AI Image Generation

How to write AI image prompts for product photos

A practical guide to writing product photography prompts for ecommerce product photos, reference images, negative prompts, lighting, composition, and reusable AI image workflows.

Published Updated
AI Image PromptsProduct PhotosEcommerce

Opening summary

A strong product photography prompt does not start with style words. It starts with the job the image must do: sell a product, explain a feature, support a launch page, create a marketplace listing, or give a social ad a clear visual hook.

This guide shows how to write AI image prompts for product photos that are specific enough for an image model and practical enough for ecommerce, landing pages, ads, and brand assets. The goal is to move from vague prompts like "make a product photo" to reusable briefs with subject, reference image, lighting, composition, negative prompt, aspect ratio, and review criteria.

Who this guide is for

  • Founders creating ecommerce product photos before a full studio shoot
  • Marketers building launch visuals, paid social ads, product page heroes, and marketplace images
  • Designers who need repeatable product photography prompt patterns for brand systems
  • Creators using AI image tools to turn product ideas into polished visual examples
  • Teams using Goodiebase AI Image Generator and saved examples to make image workflows easier to repeat

Step-by-step workflow

  1. Define the product job first: hero image, listing photo, lifestyle scene, feature explanation, comparison image, ad creative, or social post.
  2. Write the product description with material, color, shape, size, packaging, label needs, and any details that must stay accurate.
  3. Add reference image guidance when available, including what the model should preserve and what it can restyle.
  4. Choose the scene type: clean studio, tabletop lifestyle, ecommerce white background, premium campaign, exploded view, flat lay, or user-in-context photo.
  5. Specify lighting and camera language: softbox, window light, macro detail, shallow depth of field, 50mm product photography, overhead flat lay, or high-end commercial studio.
  6. Control composition with aspect ratio, product placement, negative space, background, props, shadow direction, and text-safe areas.
  7. Add a negative prompt that blocks common failures such as warped labels, extra products, unreadable text, plastic surfaces, clutter, fake reflections, and distorted packaging.
  8. Generate one result, review it against the business goal, then revise only the weakest part of the prompt instead of rewriting everything.
  9. Save the final prompt, reference image, aspect ratio, and result so the product photo prompt can be reused for future SKUs or campaigns.

Common mistakes

  • Writing style words before defining the product and business goal
  • Forgetting label accuracy, material texture, packaging shape, or product proportions
  • Asking for too many props until the product stops being the hero
  • Using a reference image without saying what should be preserved
  • Skipping the negative prompt and then getting warped labels or extra objects
  • Choosing a beautiful aspect ratio that does not fit the marketplace, landing page, or ad placement
  • Treating the first result as final instead of iterating against a review checklist

Practical example

Weak prompt: make a nice product photo of a coffee bag.

Better prompt: create a realistic ecommerce product photo of a kraft paper specialty coffee bag standing upright on a warm walnut tabletop.

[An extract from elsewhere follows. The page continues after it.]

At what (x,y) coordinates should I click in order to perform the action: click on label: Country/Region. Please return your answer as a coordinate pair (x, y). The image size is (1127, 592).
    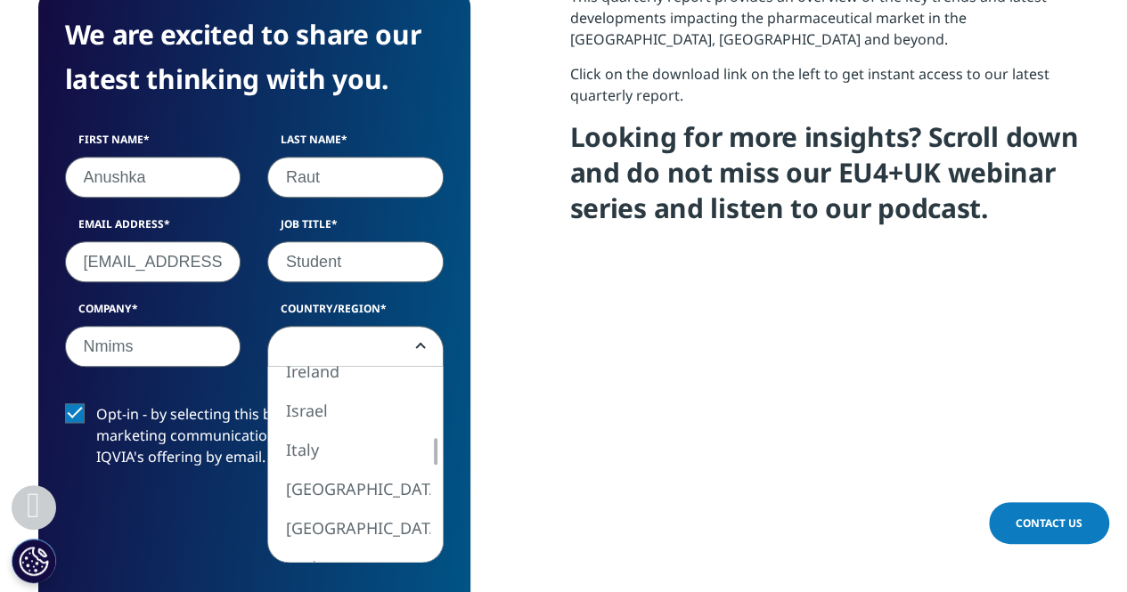
    Looking at the image, I should click on (355, 314).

Keep the bag centered with clear label space, realistic paper texture, subtle side shadow, scattered coffee beans near the base, and a soft ceramic cup blurred in the background. Use warm morning window light, shallow depth of field, premium DTC brand style, 4:5 aspect ratio, and enough negative space above the product for a short headline. Negative prompt: no warped bag, no unreadable label, no extra bags, no messy table, no fake steam, no plastic texture.

The better prompt works because it defines the product, the ecommerce use case, the scene, the camera language, the lighting, the layout, and the failure cases. You can adapt the same structure for skincare bottles, sneakers, supplements, candles, packaging boxes, or beverage cans.

FAQ

Q: Do I always need a reference image? A: No. Use a reference image when product shape, label, packaging, color, or styling must stay close to a real object. For concept visuals, a detailed written prompt can be enough.

Q: Should I put text in product photos? A: Usually keep generated text minimal. Use the prompt to reserve negative space, then add final text in a design tool where spelling, layout, and brand rules are easier to control.

Q: How long should a product photography prompt be? A: Long enough to define product, scene, lighting, composition, aspect ratio, and negative prompt. A reusable prompt can be longer than a one-off prompt if it saves editing time.

Q: What should I do when the product looks wrong? A: Tighten the product description and reference image instruction first. If the scene is good but the product is inaccurate, do not rewrite the whole prompt. Fix the product constraints.